Quick Comparison: All 9 Routes
| Route | Time to Market | Capital Required | Control Level | Best For |
|---|---|---|---|---|
| Direct PSP Licence | 6–12 months | High (KES 50M+ core capital) | Full | Scale players, proven models |
| CMA Sandbox | 3–6 months | Medium | Moderate (with limits) | Securities-adjacent fintechs |
| PSP Partnership | 1–3 months | Low-Medium | Shared | Foreign entrants, MVPs |
| Joint Venture | 3–6 months | Medium | Shared (negotiated) | Strategic market entry |
| Whitelabel/TSP | 1–2 months | Low | Low (you're invisible) | Tech vendors, infrastructure |
| Cross-Border | 2–4 months | Medium | Moderate | Remittance, global fintechs |
| Agent Model | 1–2 months | Very Low | Low | Distribution-first models |
| Innovation Lab | 1–2 months (to enter) | Low | Low (temporary) | Early-stage, testing phase |
| SPV Structure | 3–6 months | Medium-High | High (for asset) | Tokenization, securitisation |
How to Choose Your Route
I've walked enough fintechs through this to know the decision framework. Here's how to think about it:
If you have time but limited capital
Start with the CMA Sandbox or NSE Innovation Lab. Build proof points, then graduate to a full licence or negotiate from a position of strength.
If you have capital and want maximum control
Go for the Direct PSP Licence. It's the longest and most expensive route, but it gives you an asset that increases in value as the market consolidates.
If you're foreign and need speed
PSP Partnership or JV. Most successful foreign fintechs in Kenya (Chipper Cash, Eversend, others) used partnerships with local banks or PSPs before applying for their own licences.
If you're a tech platform, not a financial services brand
Whitelabel / TSP route. Let someone else hold the licence and the regulatory risk. Focus on building the best technology.
If you're building something genuinely new
Sandbox first. Regulators are more open to innovation when they can watch it closely. The sandbox gives you that channel and builds trust before you ask for a full licence.
FAQ
How long does a CBK PSP licence take?
6–12 months from a complete application. Incomplete applications get sent back, which resets the clock. Get the application right the first time.
Can a foreign company hold a PSP licence in Kenya?
Yes. The CBK doesn't restrict foreign ownership of PSPs. But directors and significant shareholders must pass fit-and-proper tests, and having local directors strengthens the application.
What's the difference between CBK and CMA licensing?
CBK regulates payment services — moving money.
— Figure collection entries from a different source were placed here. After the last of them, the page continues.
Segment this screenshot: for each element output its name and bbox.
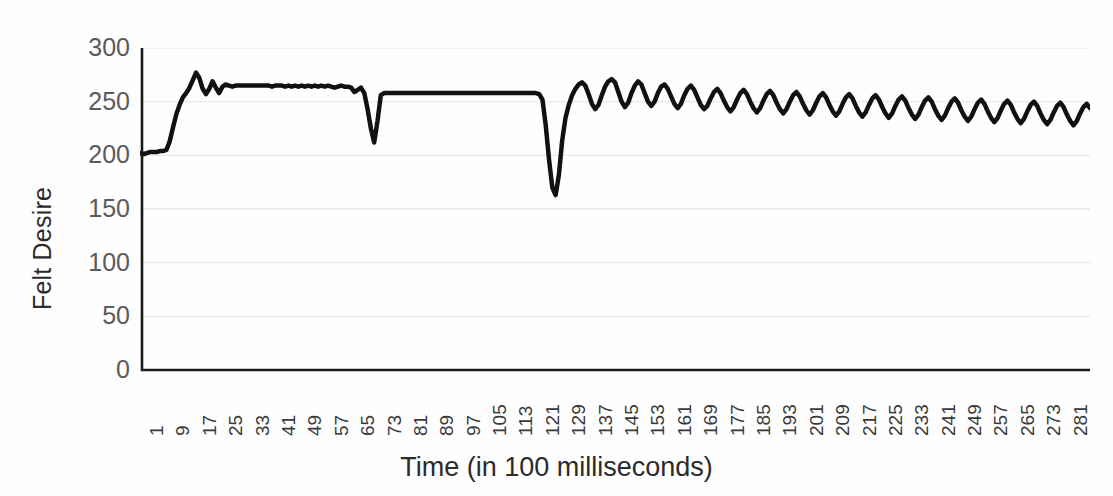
- x-tick-label: 129: [569, 404, 588, 436]
- y-tick-label: 0: [72, 357, 130, 382]
- x-tick-label: 161: [675, 404, 694, 436]
- x-tick-label: 1: [147, 425, 166, 436]
- x-tick-label: 17: [200, 415, 219, 436]
- x-tick-label: 257: [991, 404, 1010, 436]
- x-tick-label: 57: [332, 415, 351, 436]
- plot-area: [140, 48, 1090, 370]
- x-tick-label: 281: [1071, 404, 1090, 436]
- x-tick-label: 65: [358, 415, 377, 436]
- x-tick-label: 81: [411, 415, 430, 436]
- x-tick-label: 73: [385, 415, 404, 436]
- x-tick-label: 97: [464, 415, 483, 436]
- x-tick-label: 153: [648, 404, 667, 436]
- x-tick-label: 145: [622, 404, 641, 436]
- x-tick-label: 201: [807, 404, 826, 436]
- x-tick-label: 217: [860, 404, 879, 436]
- y-axis-tick-labels: 300250200150100500: [72, 0, 130, 420]
- x-tick-label: 41: [279, 415, 298, 436]
- axis-lines: [140, 48, 1092, 372]
- x-tick-label: 177: [728, 404, 747, 436]
- x-tick-label: 193: [780, 404, 799, 436]
- chart-figure: Felt Desire 300250200150100500 191725334…: [0, 0, 1113, 496]
- x-tick-label: 89: [437, 415, 456, 436]
- y-tick-label: 150: [72, 196, 130, 221]
- y-axis-label: Felt Desire: [28, 130, 68, 310]
- x-tick-label: 25: [226, 415, 245, 436]
- x-tick-label: 209: [833, 404, 852, 436]
- x-tick-label: 105: [490, 404, 509, 436]
- y-tick-label: 100: [72, 250, 130, 275]
- x-tick-label: 137: [596, 404, 615, 436]
- x-tick-label: 9: [173, 425, 192, 436]
- x-tick-label: 49: [305, 415, 324, 436]
- x-tick-label: 169: [701, 404, 720, 436]
- x-tick-label: 249: [965, 404, 984, 436]
- x-tick-label: 33: [253, 415, 272, 436]
- x-tick-label: 233: [912, 404, 931, 436]
- x-tick-label: 185: [754, 404, 773, 436]
- x-tick-label: 121: [543, 404, 562, 436]
- x-tick-label: 225: [886, 404, 905, 436]
- x-tick-label: 273: [1044, 404, 1063, 436]
- y-axis-label-container: Felt Desire: [0, 0, 60, 420]
- y-tick-label: 200: [72, 142, 130, 167]
- x-tick-label: 241: [939, 404, 958, 436]
- y-tick-label: 300: [72, 35, 130, 60]
- x-axis-label: Time (in 100 milliseconds): [0, 452, 1113, 483]
- y-tick-label: 50: [72, 303, 130, 328]
- x-tick-label: 265: [1018, 404, 1037, 436]
- y-tick-label: 250: [72, 89, 130, 114]
- x-tick-label: 113: [516, 406, 535, 436]
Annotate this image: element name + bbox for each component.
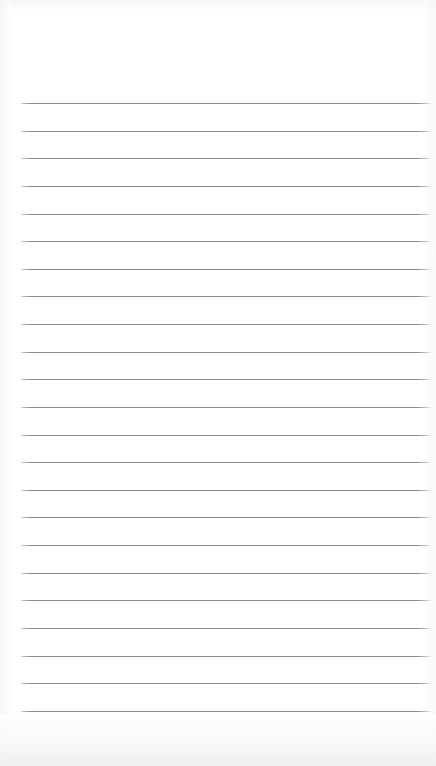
- rule-line: [20, 462, 432, 463]
- rule-line: [20, 131, 432, 132]
- rule-line: [20, 103, 432, 104]
- rule-line: [20, 683, 432, 684]
- rule-line: [20, 158, 432, 159]
- rule-line: [20, 435, 432, 436]
- rule-line: [20, 407, 432, 408]
- rule-line: [20, 324, 432, 325]
- rule-line: [20, 379, 432, 380]
- rule-line: [20, 600, 432, 601]
- rule-line: [20, 186, 432, 187]
- rule-line: [20, 490, 432, 491]
- rule-line: [20, 269, 432, 270]
- rule-line: [20, 296, 432, 297]
- rule-line: [20, 241, 432, 242]
- rule-line: [20, 711, 432, 712]
- rule-line: [20, 656, 432, 657]
- rule-line: [20, 573, 432, 574]
- rule-line: [20, 628, 432, 629]
- ruled-writing-area[interactable]: [0, 0, 436, 766]
- note-paper-sheet: [0, 0, 436, 766]
- rule-line: [20, 517, 432, 518]
- rule-line: [20, 214, 432, 215]
- rule-line: [20, 545, 432, 546]
- rule-line: [20, 352, 432, 353]
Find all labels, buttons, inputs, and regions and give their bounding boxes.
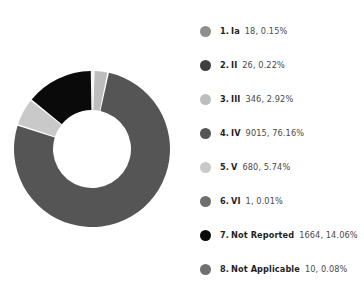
legend-swatch-icon	[200, 162, 211, 173]
legend-item-index: 1.	[220, 26, 229, 36]
legend-item[interactable]: 5.V680, 5.74%	[200, 150, 364, 184]
legend-swatch-icon	[200, 264, 211, 275]
legend-item-text: 1.Ia18, 0.15%	[220, 26, 287, 37]
legend-item[interactable]: 2.II26, 0.22%	[200, 48, 364, 82]
legend-item-text: 2.II26, 0.22%	[220, 60, 285, 71]
legend-item-label: V	[231, 162, 237, 172]
donut-slice-group	[14, 71, 170, 227]
legend-swatch-icon	[200, 196, 211, 207]
legend-item-label: III	[231, 94, 240, 104]
legend-swatch-icon	[200, 26, 211, 37]
legend-item-label: Ia	[231, 26, 240, 36]
legend-item-label: II	[231, 60, 237, 70]
legend-item-value: 680, 5.74%	[242, 162, 290, 172]
legend-item-text: 6.VI1, 0.01%	[220, 196, 283, 207]
legend-item-label: Not Reported	[231, 230, 294, 240]
legend-swatch-icon	[200, 94, 211, 105]
legend-item-index: 5.	[220, 162, 229, 172]
legend-item-index: 4.	[220, 128, 229, 138]
legend-item-text: 5.V680, 5.74%	[220, 162, 290, 173]
legend-item-index: 2.	[220, 60, 229, 70]
legend-item-index: 6.	[220, 196, 229, 206]
legend-item-text: 4.IV9015, 76.16%	[220, 128, 304, 139]
legend-item-text: 8.Not Applicable10, 0.08%	[220, 264, 347, 275]
legend-item[interactable]: 1.Ia18, 0.15%	[200, 14, 364, 48]
legend-item-value: 18, 0.15%	[245, 26, 288, 36]
legend-item-text: 3.III346, 2.92%	[220, 94, 293, 105]
legend-item-value: 10, 0.08%	[305, 264, 348, 274]
legend-item-label: IV	[231, 128, 241, 138]
legend-item-value: 1, 0.01%	[246, 196, 283, 206]
legend-item-value: 346, 2.92%	[245, 94, 293, 104]
legend-item[interactable]: 8.Not Applicable10, 0.08%	[200, 252, 364, 283]
donut-chart-svg	[13, 70, 171, 228]
legend-item-index: 7.	[220, 230, 229, 240]
legend-item-label: VI	[231, 196, 241, 206]
legend-item[interactable]: 7.Not Reported1664, 14.06%	[200, 218, 364, 252]
legend-item[interactable]: 4.IV9015, 76.16%	[200, 116, 364, 150]
donut-chart-figure: 1.Ia18, 0.15%2.II26, 0.22%3.III346, 2.92…	[0, 0, 364, 283]
legend-swatch-icon	[200, 60, 211, 71]
legend-item-index: 8.	[220, 264, 229, 274]
legend-item-value: 1664, 14.06%	[299, 230, 357, 240]
legend-item-text: 7.Not Reported1664, 14.06%	[220, 230, 358, 241]
legend-item-value: 26, 0.22%	[242, 60, 285, 70]
legend-swatch-icon	[200, 230, 211, 241]
legend-item-index: 3.	[220, 94, 229, 104]
donut-slice[interactable]	[93, 71, 94, 110]
legend-item[interactable]: 3.III346, 2.92%	[200, 82, 364, 116]
chart-legend: 1.Ia18, 0.15%2.II26, 0.22%3.III346, 2.92…	[200, 14, 364, 283]
legend-swatch-icon	[200, 128, 211, 139]
legend-item-value: 9015, 76.16%	[246, 128, 304, 138]
legend-item-label: Not Applicable	[231, 264, 300, 274]
donut-chart-plot	[13, 70, 171, 228]
legend-item[interactable]: 6.VI1, 0.01%	[200, 184, 364, 218]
CMA regulates securities and investments — capital markets activity. If your product does both (e.g., a payments app with an investment feature), you may need both. That's where the sandbox or hybrid authorisation becomes useful.
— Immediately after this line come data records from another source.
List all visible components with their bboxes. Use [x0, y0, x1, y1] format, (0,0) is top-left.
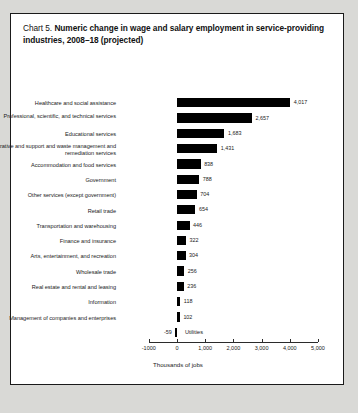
bar-value-label: 838	[204, 161, 213, 167]
bar-rect	[175, 328, 177, 337]
bar-category-label: Management of companies and enterprises	[0, 315, 116, 321]
bar-rect	[177, 98, 290, 107]
bar-rect	[177, 144, 217, 153]
bar-category-label: Educational services	[0, 131, 116, 137]
bar-category-label: Wholesale trade	[0, 269, 116, 275]
bar-value-label: 322	[190, 237, 199, 243]
bar-category-label: Healthcare and social assistance	[0, 100, 116, 106]
bar-row: Educational services1,683	[11, 127, 345, 142]
x-axis-tick	[262, 339, 263, 342]
bar-category-label: Transportation and warehousing	[0, 223, 116, 229]
x-axis-tick-label: 3,000	[255, 345, 269, 351]
bar-rect	[177, 236, 186, 245]
bar-rect	[177, 251, 186, 260]
bar-rect	[177, 129, 224, 138]
bar-category-label: Arts, entertainment, and recreation	[0, 253, 116, 259]
bar-rect	[177, 266, 184, 275]
bar-value-label: 704	[200, 191, 209, 197]
bar-rect	[177, 297, 180, 306]
x-axis-tick	[318, 339, 319, 342]
bar-chart-plot-area: Healthcare and social assistance4,017Pro…	[11, 96, 345, 386]
bar-rect	[177, 282, 184, 291]
bar-row: Information118	[11, 295, 345, 310]
bar-row: Transportation and warehousing446	[11, 218, 345, 233]
x-axis-tick	[205, 339, 206, 342]
bar-rect	[177, 221, 190, 230]
bar-row: Administrative and support and waste man…	[11, 142, 345, 157]
bar-row: Accommodation and food services838	[11, 157, 345, 172]
bar-row: Management of companies and enterprises1…	[11, 310, 345, 325]
bar-rect	[177, 175, 199, 184]
bar-rect	[177, 205, 195, 214]
bar-rect	[177, 159, 201, 168]
x-axis-tick	[233, 339, 234, 342]
bar-category-label: Finance and insurance	[0, 238, 116, 244]
bar-category-label-utilities: Utilities	[185, 329, 203, 335]
bar-value-label: 4,017	[294, 99, 308, 105]
bar-rect	[177, 312, 180, 321]
x-axis-tick-label: -1000	[142, 345, 156, 351]
bar-category-label: Information	[0, 299, 116, 305]
x-axis-tick-label: 1,000	[198, 345, 212, 351]
x-axis-tick-label: 4,000	[283, 345, 297, 351]
bar-value-label: 788	[203, 176, 212, 182]
chart-title: Chart 5. Numeric change in wage and sala…	[23, 23, 329, 46]
bar-row: Wholesale trade256	[11, 264, 345, 279]
x-axis-tick-label: 5,000	[311, 345, 325, 351]
chart-figure-frame: Chart 5. Numeric change in wage and sala…	[10, 13, 344, 385]
bar-value-label: 102	[183, 314, 192, 320]
bar-value-label: 1,431	[221, 145, 235, 151]
bar-value-label: 654	[199, 206, 208, 212]
bar-row: Finance and insurance322	[11, 234, 345, 249]
chart-title-prefix: Chart 5.	[23, 23, 52, 33]
bar-category-label: Real estate and rental and leasing	[0, 284, 116, 290]
bar-row: Retail trade654	[11, 203, 345, 218]
bar-row: Professional, scientific, and technical …	[11, 111, 345, 126]
bar-row: Other services (except government)704	[11, 188, 345, 203]
bar-category-label: Government	[0, 177, 116, 183]
bar-value-label: 1,683	[228, 130, 242, 136]
bar-row: Arts, entertainment, and recreation304	[11, 249, 345, 264]
bar-value-label: 304	[189, 252, 198, 258]
x-axis-line	[149, 342, 318, 343]
x-axis-tick-label: 2,000	[227, 345, 241, 351]
x-axis-tick-label: 0	[175, 345, 178, 351]
bar-value-label: 236	[187, 283, 196, 289]
bar-value-label: 446	[193, 222, 202, 228]
bar-row: Healthcare and social assistance4,017	[11, 96, 345, 111]
bar-category-label: Administrative and support and waste man…	[0, 143, 116, 156]
chart-title-main: Numeric change in wage and salary employ…	[23, 23, 324, 45]
bar-category-label: Professional, scientific, and technical …	[0, 113, 116, 119]
bar-value-label: -59	[11, 329, 172, 335]
bar-value-label: 118	[184, 298, 193, 304]
bar-category-label: Retail trade	[0, 208, 116, 214]
bar-value-label: 2,657	[255, 115, 269, 121]
x-axis-tick	[149, 339, 150, 342]
bar-category-label: Accommodation and food services	[0, 162, 116, 168]
bar-rect	[177, 190, 197, 199]
bar-category-label: Other services (except government)	[0, 192, 116, 198]
bar-row: Government788	[11, 173, 345, 188]
bar-rect	[177, 113, 252, 122]
x-axis-title: Thousands of jobs	[11, 361, 345, 368]
bar-row: Utilities-59	[11, 326, 345, 341]
bar-value-label: 256	[188, 268, 197, 274]
x-axis-tick	[177, 339, 178, 342]
bar-row: Real estate and rental and leasing236	[11, 280, 345, 295]
x-axis-tick	[290, 339, 291, 342]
Can I operate while my application is pending?
No. Operating a payment service without a licence is an offence under the National Payment System Act. The CBK has issued public warnings and taken enforcement action against unlicensed operators.
What happens if my application is rejected?
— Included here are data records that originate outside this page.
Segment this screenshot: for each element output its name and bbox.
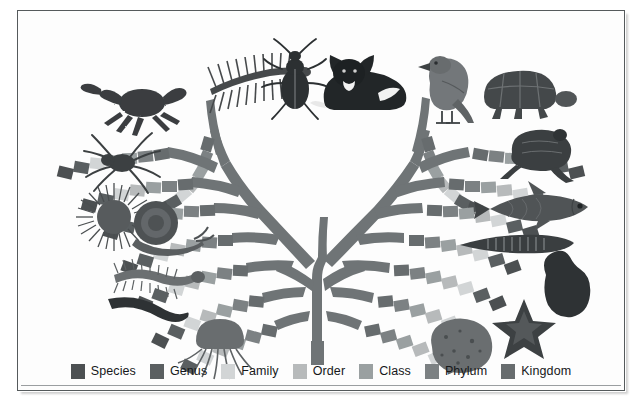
legend-label-order: Order [313, 365, 345, 378]
legend-swatch-family [221, 364, 235, 379]
legend-item-genus[interactable]: Genus [150, 364, 207, 379]
beetle-illustration [262, 39, 328, 119]
phylogenetic-tree-figure: Species Genus Family Order Class [0, 0, 643, 407]
legend-label-genus: Genus [170, 365, 207, 378]
legend-swatch-kingdom [501, 364, 515, 379]
figure-canvas: Species Genus Family Order Class [18, 11, 624, 390]
sea-squirt-illustration [544, 251, 590, 318]
snail-illustration [132, 201, 214, 256]
spider-illustration [84, 133, 160, 193]
marine-worm-illustration [114, 259, 205, 299]
legend-item-kingdom[interactable]: Kingdom [501, 364, 571, 379]
legend-item-family[interactable]: Family [221, 364, 278, 379]
bird-illustration [418, 56, 474, 123]
flatworm-illustration [108, 297, 189, 322]
starfish-illustration [492, 299, 556, 359]
fish-illustration [474, 181, 588, 231]
frog-illustration [500, 129, 574, 183]
legend-swatch-phylum [425, 364, 439, 379]
legend-item-species[interactable]: Species [71, 364, 136, 379]
cat-illustration [310, 55, 406, 110]
legend-label-kingdom: Kingdom [521, 365, 571, 378]
tortoise-illustration [484, 71, 577, 119]
legend-swatch-order [293, 364, 307, 379]
legend-item-class[interactable]: Class [359, 364, 411, 379]
legend-label-family: Family [241, 365, 278, 378]
crab-illustration [81, 84, 187, 136]
legend-item-phylum[interactable]: Phylum [425, 364, 487, 379]
legend-swatch-species [71, 364, 85, 379]
legend-item-order[interactable]: Order [293, 364, 345, 379]
legend-label-species: Species [91, 365, 136, 378]
legend-label-class: Class [379, 365, 411, 378]
legend-swatch-class [359, 364, 373, 379]
legend-baseline-rule [21, 385, 621, 386]
legend-label-phylum: Phylum [445, 365, 487, 378]
figure-frame: Species Genus Family Order Class [17, 10, 625, 391]
taxonomic-rank-legend: Species Genus Family Order Class [18, 360, 624, 382]
lancelet-illustration [460, 235, 574, 254]
organism-illustrations [18, 11, 624, 390]
legend-swatch-genus [150, 364, 164, 379]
You can reapply, but address the specific reasons for rejection. The CBK provides feedback. A lawyer who understands their concerns can help restructure and resubmit.
Is whitelabelling risk-free?
No. If you're the effective controller of the service, the CBK may still regulate you. Structure the arrangement so the licenced entity genuinely manages the customer relationship, compliance, and risk.
Does Kenya recognise EU or US fintech licences?
No automatic recognition. But a strong licence from a reputable jurisdiction (UK FCA, US state money transmission licences, Singapore MAS) strengthens your CBK application and may speed up the fit-and-proper assessment.
There is no single "best" route into Kenya's payment services market. The founders who win are the ones who pick the structure that matches their stage, resources, and ambition — and who get the legal architecture right from day one.
I've seen brilliant fintechs stall for 18 months because they chose the wrong entry route. I've seen others go live in 6 weeks with a well-negotiated partnership. The difference isn't luck — it's strategic legal planning.
Pick your route. Build it properly. Execute fast.